Sasquatch, Yeti, Bigfoot… Feminist?

By Tracy Walker

The exercise of debunking the myths of feminism is a trap.

Lisa Miya-Jervis of Ms. magazine writes, “As long as the yeti of the anti-feminist world–the hairy-legged, man-hater–roams the earth, we need to counteract her image.”

That image is hauled out time and again to keep feminists and their concerns on the margins of political and social debate, as peripheral not central.

Typifying a politics as extremist absolves centrist governments or society from the responsibility of addressing them. It is easy to dismiss concerns about wage equity or daycare when the people voicing those concerns are characterized as rabid feminists as opposed to everyday women. Acknowledging that feminists are a diverse, representative population of people with legitimate issues instead of a pack of raging man-haters is a frightening proposition. It obliges the political ear to pay attention and make changes.

But why is what a feminist looks like, how she behaves, what she does or doesn’t eat or with whom she chooses to share her body so important? Giving voice to anti-lesbian, anti-vegetarian, essentialist arguments muddies the waters of feminist discourse. It also subtly cements the sex of a feminist as female, negating that men can be feminist as well. There are feminists that fit perfectly into the hegemonic construction of what women ought to look like. Naomi Wolfe is one such prominent feminist; she is conventionally beautiful and dresses like any other power-suited female executive.

There are also feminists who don’t conform to the social expectations of women. They may choose not to eat meat or to love women, they may be vocal and uncompromising, refuse to shave their legs or dress like the militia. So what? If vegetarianism is such a crime, why is it that only feminist vegetarians are marginalized? Does anyone ask the Snack Pack what foods they munch on while devising strategy in Ottawa restaurants? Svend Robinson and Real Menard are not discredited as politicians because they are homosexual; in fact, their sexual orientation enhances their standing as politicians in some respects. Feminists, however, are constantly required to defend their lifestyles holistically while adherents to other political persuasions are not. The agenda is to discredit feminism as a politics.

Anyone who taunts a budding feminist with the potential of being aligned with so-called undesirable women is trying to reduce his or her conviction. She or he must confront the detractor and demand to know what is politically wrong with hairy-legged women, lesbians, vegetarians, or women who speak their minds. The answers will demonstrate that these accusations are red herrings introduced to strip legitimacy from feminism.

Anti-feminists keep the image of the man-hating, unshaven, belligerent feminist alive as a scare tactic. The mundane reality of everyday women demanding substantive equality gives breadth, scope and political legitimacy to feminism. That is no myth–it’s just everyday politics, and that is what scares the mainstream.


(DESCRIPTION OF THE TASK) All lines of the entries with "JSON" in them must be listed.

(MATERIAL PROVIDED)
--------------------------------------------------

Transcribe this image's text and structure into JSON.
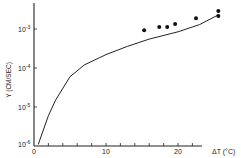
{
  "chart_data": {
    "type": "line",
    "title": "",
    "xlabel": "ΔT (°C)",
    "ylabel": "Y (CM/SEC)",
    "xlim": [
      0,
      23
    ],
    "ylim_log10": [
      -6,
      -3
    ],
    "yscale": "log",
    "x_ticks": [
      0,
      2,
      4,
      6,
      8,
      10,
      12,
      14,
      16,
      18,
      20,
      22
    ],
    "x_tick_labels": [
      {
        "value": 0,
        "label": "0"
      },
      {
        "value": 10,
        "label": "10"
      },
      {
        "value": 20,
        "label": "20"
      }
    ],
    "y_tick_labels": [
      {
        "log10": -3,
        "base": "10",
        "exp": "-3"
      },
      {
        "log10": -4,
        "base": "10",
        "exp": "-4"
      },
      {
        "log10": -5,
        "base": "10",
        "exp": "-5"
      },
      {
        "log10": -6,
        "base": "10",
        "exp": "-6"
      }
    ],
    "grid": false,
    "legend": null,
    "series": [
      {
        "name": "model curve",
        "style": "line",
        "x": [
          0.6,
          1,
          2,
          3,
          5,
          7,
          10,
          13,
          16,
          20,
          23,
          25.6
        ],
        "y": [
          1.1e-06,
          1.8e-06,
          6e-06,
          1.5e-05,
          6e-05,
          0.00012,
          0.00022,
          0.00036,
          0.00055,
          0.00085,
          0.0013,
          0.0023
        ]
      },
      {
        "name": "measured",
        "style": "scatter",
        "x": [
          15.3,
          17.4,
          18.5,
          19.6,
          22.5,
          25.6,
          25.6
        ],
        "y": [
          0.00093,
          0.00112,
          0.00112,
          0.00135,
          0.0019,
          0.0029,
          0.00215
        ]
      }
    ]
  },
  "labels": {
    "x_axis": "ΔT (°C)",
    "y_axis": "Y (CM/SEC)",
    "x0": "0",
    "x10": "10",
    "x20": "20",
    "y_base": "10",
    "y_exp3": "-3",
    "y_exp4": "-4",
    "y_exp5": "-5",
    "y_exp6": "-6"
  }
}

--------------------------------------------------

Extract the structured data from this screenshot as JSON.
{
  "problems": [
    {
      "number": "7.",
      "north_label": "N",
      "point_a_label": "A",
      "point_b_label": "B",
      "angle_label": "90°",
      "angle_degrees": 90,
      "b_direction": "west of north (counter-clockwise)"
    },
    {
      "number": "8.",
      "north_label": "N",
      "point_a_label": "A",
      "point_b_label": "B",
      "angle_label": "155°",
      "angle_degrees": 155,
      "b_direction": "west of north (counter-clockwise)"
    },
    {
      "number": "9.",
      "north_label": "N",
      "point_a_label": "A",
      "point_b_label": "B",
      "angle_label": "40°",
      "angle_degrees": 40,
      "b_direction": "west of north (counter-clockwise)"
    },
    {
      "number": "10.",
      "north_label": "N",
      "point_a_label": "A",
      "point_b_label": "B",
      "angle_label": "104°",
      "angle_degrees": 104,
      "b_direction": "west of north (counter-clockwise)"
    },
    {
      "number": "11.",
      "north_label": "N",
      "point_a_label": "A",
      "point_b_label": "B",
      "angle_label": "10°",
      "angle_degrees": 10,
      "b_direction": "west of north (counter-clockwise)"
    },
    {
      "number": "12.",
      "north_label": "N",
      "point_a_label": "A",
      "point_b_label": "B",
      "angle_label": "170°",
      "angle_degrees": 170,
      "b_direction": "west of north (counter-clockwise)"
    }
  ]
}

--------------------------------------------------

(WRITTEN ANSWER)
Transcribe this image's text and structure into JSON.
Extract the structured data from this screenshot as JSON.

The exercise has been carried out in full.